Problem requirements: The expected answer is the set of lines in the data below between the line holding "You are a GUI" and the line holding "The width and", inclusive, written out exactly.

+ + + + +

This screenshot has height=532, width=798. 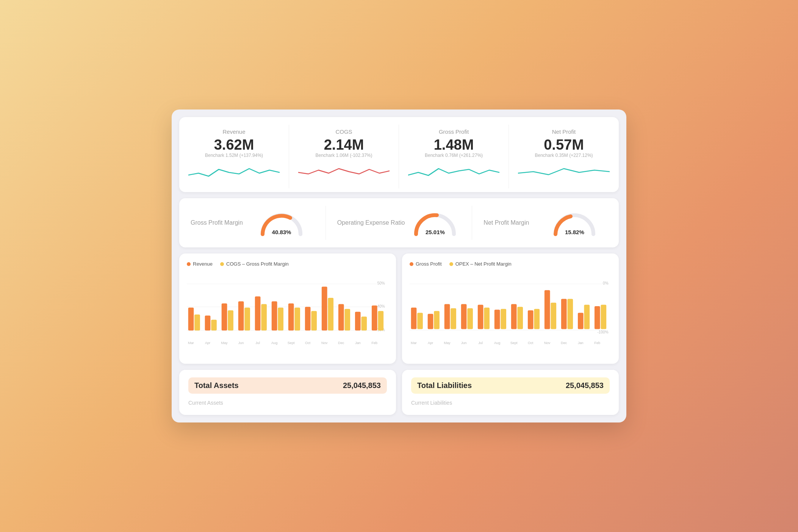 What do you see at coordinates (454, 155) in the screenshot?
I see `metric-gross-profit-benchmark: Benchark 0.76M (+261.27%)` at bounding box center [454, 155].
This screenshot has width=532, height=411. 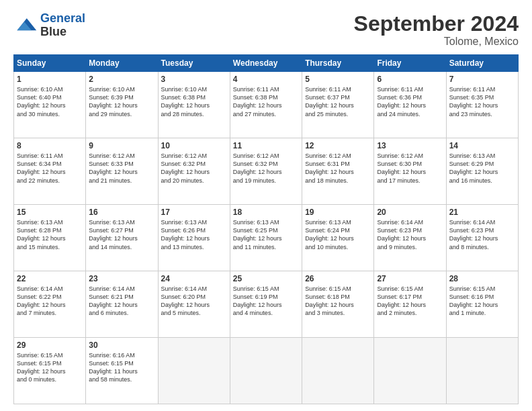 What do you see at coordinates (338, 279) in the screenshot?
I see `day-number: 26` at bounding box center [338, 279].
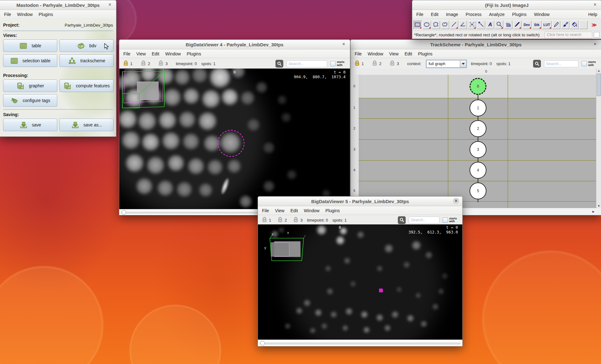 The image size is (601, 364). Describe the element at coordinates (595, 44) in the screenshot. I see `trackscheme-close-icon: ×` at that location.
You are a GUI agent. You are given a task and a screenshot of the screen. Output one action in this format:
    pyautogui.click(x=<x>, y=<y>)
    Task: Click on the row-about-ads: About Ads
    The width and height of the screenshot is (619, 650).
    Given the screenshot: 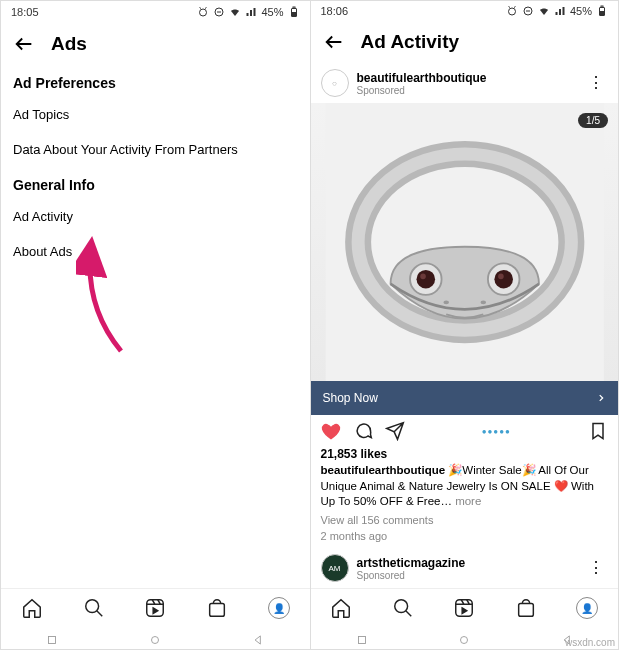 What is the action you would take?
    pyautogui.click(x=156, y=252)
    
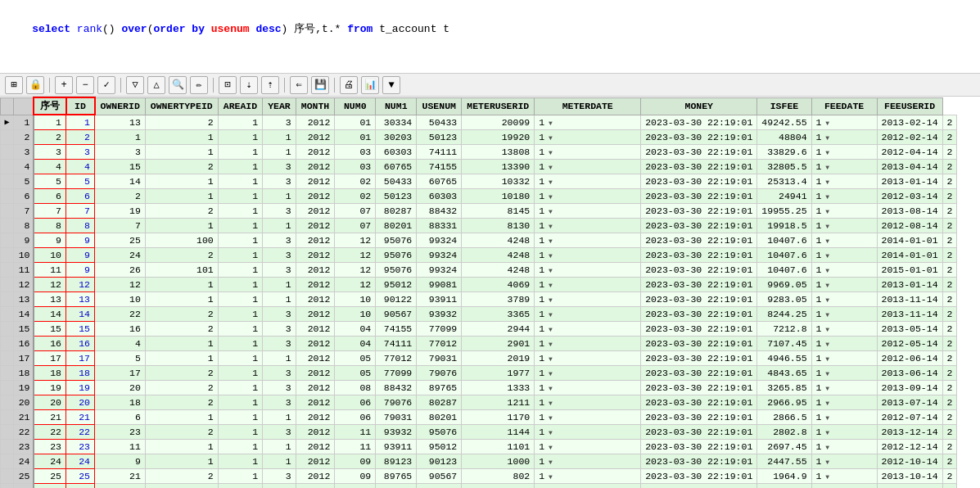 This screenshot has height=488, width=980. What do you see at coordinates (479, 328) in the screenshot?
I see `table-row: 15151516213201204741557709929441 ▼2023-0…` at bounding box center [479, 328].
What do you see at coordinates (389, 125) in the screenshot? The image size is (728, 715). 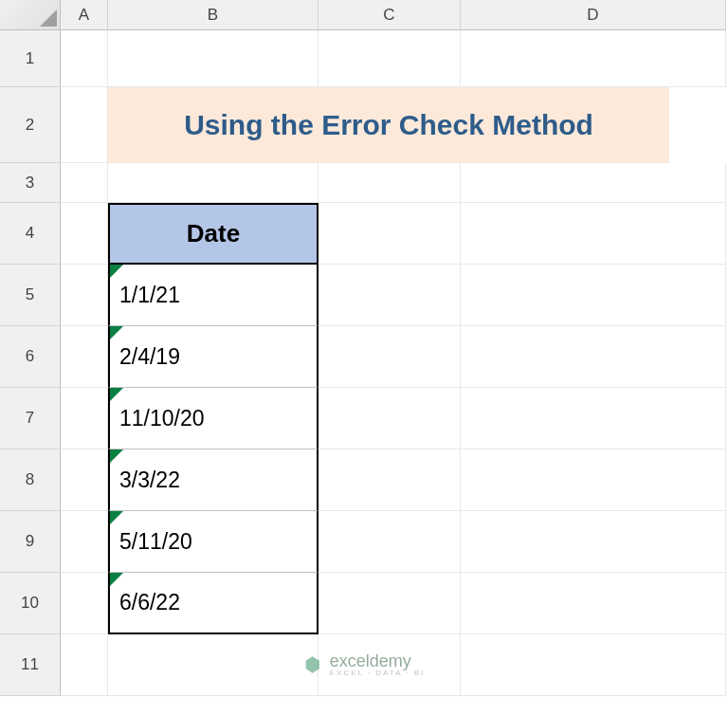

+ + + + +

Answer below:
You are a GUI agent. You are given a task and a screenshot of the screen. Output one action in this format:
    pyautogui.click(x=<x>, y=<y>)
    Task: Click on the row-about-ads: About Ads
    The width and height of the screenshot is (619, 650).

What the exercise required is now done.